Tuesday, April 22, 2014

The Democratization of Higher Education and Competency-Based Assessment


Is the competency-based approach to assessment and degrees a step towards greater accountability and improved clarity for teachers and learners alike?  Or, does it sound the death knell for traditional higher education, fashioned to control non-elite students who are more interested in career preparation than the liberal arts? Or is the definition of the two sides as contrasted and hostile to each other; a false dichotomy; a red herring cooked up by traditional academics to derail the discussion?

This will be the subject of a “Point/Counterpoint” panel which I will chair on Friday, April 25th at the Western Academic Leadership Forum Annual Meeting in Albuquerque, N.M., sponsored by WICHE. The US Department of Education’s approval of competency-based education programs for Title 4 financial aid has moved this issue from the academic margins to the mainstream as institutions sign up, following the lead of Western Governor’s University.

I believe that it is a false dichotomy. First, I will stipulate that any mode of teaching, learning, and assessment can be done badly. We all know that. Having said that, however, an evidence-based assessment process that not only asks for answers, but also for understanding and performance, has the potential to transform the learning experience for the better.

How? By transforming assessment from an inconsistent and unreliable measurement — driven by an academic’s subjective impression — to a presentation of evidence and understanding that puts the learning in a far more consistent context and requires the learner’s reflection an understanding. Put another way, having consistent outcomes does not require that all learners do the same thing. In fact you could have many different forms of evidence, each satisfying the requirements of the outcomes. And there is still plenty of room for teaching, mentoring, and guiding by faculty members.

The deeper potential for competency-based education, in addition to reliability, clarity, and accountability, lies in its potential to transform assessment from a measurement of what you know, to a pedagogy that helps you understand what you know through active reflection and development of evidence. I think that reflection is the way we can extract meaning from experience, a way to understand what we know and what we have learned more deeply. And a commitment to assessment that does this is a commitment to better results for the learner.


GOAL OF THE EXERCISE
Reproduce the full set of records that follow, exactly as shown.

* * *

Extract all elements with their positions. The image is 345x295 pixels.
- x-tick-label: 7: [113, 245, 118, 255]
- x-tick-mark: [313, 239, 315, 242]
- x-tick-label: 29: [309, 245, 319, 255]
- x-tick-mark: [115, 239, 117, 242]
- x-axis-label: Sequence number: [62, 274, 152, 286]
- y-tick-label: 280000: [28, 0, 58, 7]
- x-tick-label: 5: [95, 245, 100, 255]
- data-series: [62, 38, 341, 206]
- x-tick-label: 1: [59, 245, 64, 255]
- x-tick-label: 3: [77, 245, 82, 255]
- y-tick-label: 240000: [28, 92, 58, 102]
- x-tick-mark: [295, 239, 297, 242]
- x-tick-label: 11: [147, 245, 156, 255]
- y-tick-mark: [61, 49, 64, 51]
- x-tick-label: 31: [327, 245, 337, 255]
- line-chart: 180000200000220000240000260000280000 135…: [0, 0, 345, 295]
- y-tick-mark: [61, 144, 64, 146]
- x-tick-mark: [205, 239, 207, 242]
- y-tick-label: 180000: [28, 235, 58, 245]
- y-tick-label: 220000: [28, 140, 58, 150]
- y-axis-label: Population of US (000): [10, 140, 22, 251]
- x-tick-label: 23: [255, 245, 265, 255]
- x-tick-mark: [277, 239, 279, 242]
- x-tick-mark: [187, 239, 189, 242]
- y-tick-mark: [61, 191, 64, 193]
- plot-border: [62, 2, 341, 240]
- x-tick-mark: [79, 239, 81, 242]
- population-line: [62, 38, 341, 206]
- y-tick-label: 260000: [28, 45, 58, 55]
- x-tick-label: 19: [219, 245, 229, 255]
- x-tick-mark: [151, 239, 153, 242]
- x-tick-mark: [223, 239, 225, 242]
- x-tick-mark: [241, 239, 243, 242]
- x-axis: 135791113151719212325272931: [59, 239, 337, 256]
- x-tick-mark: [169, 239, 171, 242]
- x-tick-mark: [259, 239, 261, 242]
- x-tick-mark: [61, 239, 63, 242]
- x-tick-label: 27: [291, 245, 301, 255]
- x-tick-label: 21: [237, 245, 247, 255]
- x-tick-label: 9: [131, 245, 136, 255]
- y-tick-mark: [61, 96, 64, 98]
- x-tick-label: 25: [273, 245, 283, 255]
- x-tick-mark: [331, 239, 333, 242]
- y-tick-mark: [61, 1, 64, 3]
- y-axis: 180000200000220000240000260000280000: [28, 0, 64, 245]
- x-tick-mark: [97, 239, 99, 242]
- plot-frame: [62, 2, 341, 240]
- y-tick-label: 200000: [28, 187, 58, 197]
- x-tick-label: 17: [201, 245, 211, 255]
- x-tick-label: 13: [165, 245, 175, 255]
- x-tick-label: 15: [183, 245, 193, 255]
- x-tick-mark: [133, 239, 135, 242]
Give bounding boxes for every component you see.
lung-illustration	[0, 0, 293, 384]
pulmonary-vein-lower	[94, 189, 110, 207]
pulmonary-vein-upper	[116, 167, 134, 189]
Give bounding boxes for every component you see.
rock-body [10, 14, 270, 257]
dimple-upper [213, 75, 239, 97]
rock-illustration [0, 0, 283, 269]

* * *

ANSWER SECTION
Extract all elements with their positions. The image is 345x295 pixels.
- x-tick-label: 7: [113, 245, 118, 255]
- x-tick-mark: [313, 239, 315, 242]
- x-tick-label: 29: [309, 245, 319, 255]
- x-tick-mark: [115, 239, 117, 242]
- x-axis-label: Sequence number: [62, 274, 152, 286]
- y-tick-label: 280000: [28, 0, 58, 7]
- x-tick-label: 5: [95, 245, 100, 255]
- data-series: [62, 38, 341, 206]
- x-tick-label: 1: [59, 245, 64, 255]
- x-tick-label: 3: [77, 245, 82, 255]
- y-tick-label: 240000: [28, 92, 58, 102]
- x-tick-mark: [295, 239, 297, 242]
- x-tick-label: 11: [147, 245, 156, 255]
- y-tick-mark: [61, 49, 64, 51]
- x-tick-label: 31: [327, 245, 337, 255]
- line-chart: 180000200000220000240000260000280000 135…: [0, 0, 345, 295]
- y-tick-mark: [61, 144, 64, 146]
- x-tick-mark: [205, 239, 207, 242]
- y-tick-label: 180000: [28, 235, 58, 245]
- y-tick-label: 220000: [28, 140, 58, 150]
- y-axis-label: Population of US (000): [10, 140, 22, 251]
- x-tick-label: 23: [255, 245, 265, 255]
- x-tick-mark: [277, 239, 279, 242]
- x-tick-mark: [187, 239, 189, 242]
- y-tick-mark: [61, 191, 64, 193]
- plot-border: [62, 2, 341, 240]
- x-tick-mark: [79, 239, 81, 242]
- population-line: [62, 38, 341, 206]
- y-tick-label: 260000: [28, 45, 58, 55]
- x-tick-label: 19: [219, 245, 229, 255]
- x-tick-mark: [151, 239, 153, 242]
- x-tick-mark: [223, 239, 225, 242]
- x-tick-mark: [241, 239, 243, 242]
- x-axis: 135791113151719212325272931: [59, 239, 337, 256]
- x-tick-mark: [169, 239, 171, 242]
- x-tick-mark: [259, 239, 261, 242]
- x-tick-mark: [61, 239, 63, 242]
- x-tick-label: 27: [291, 245, 301, 255]
- x-tick-label: 21: [237, 245, 247, 255]
- x-tick-label: 9: [131, 245, 136, 255]
- y-tick-mark: [61, 96, 64, 98]
- x-tick-label: 25: [273, 245, 283, 255]
- x-tick-mark: [331, 239, 333, 242]
- y-tick-mark: [61, 1, 64, 3]
- y-axis: 180000200000220000240000260000280000: [28, 0, 64, 245]
- x-tick-mark: [97, 239, 99, 242]
- plot-frame: [62, 2, 341, 240]
- y-tick-label: 200000: [28, 187, 58, 197]
- x-tick-label: 17: [201, 245, 211, 255]
- x-tick-label: 13: [165, 245, 175, 255]
- x-tick-label: 15: [183, 245, 193, 255]
- x-tick-mark: [133, 239, 135, 242]
Give bounding boxes for every component you see.
lung-illustration	[0, 0, 293, 384]
pulmonary-vein-lower	[94, 189, 110, 207]
pulmonary-vein-upper	[116, 167, 134, 189]
Give bounding boxes for every component you see.
rock-body [10, 14, 270, 257]
dimple-upper [213, 75, 239, 97]
rock-illustration [0, 0, 283, 269]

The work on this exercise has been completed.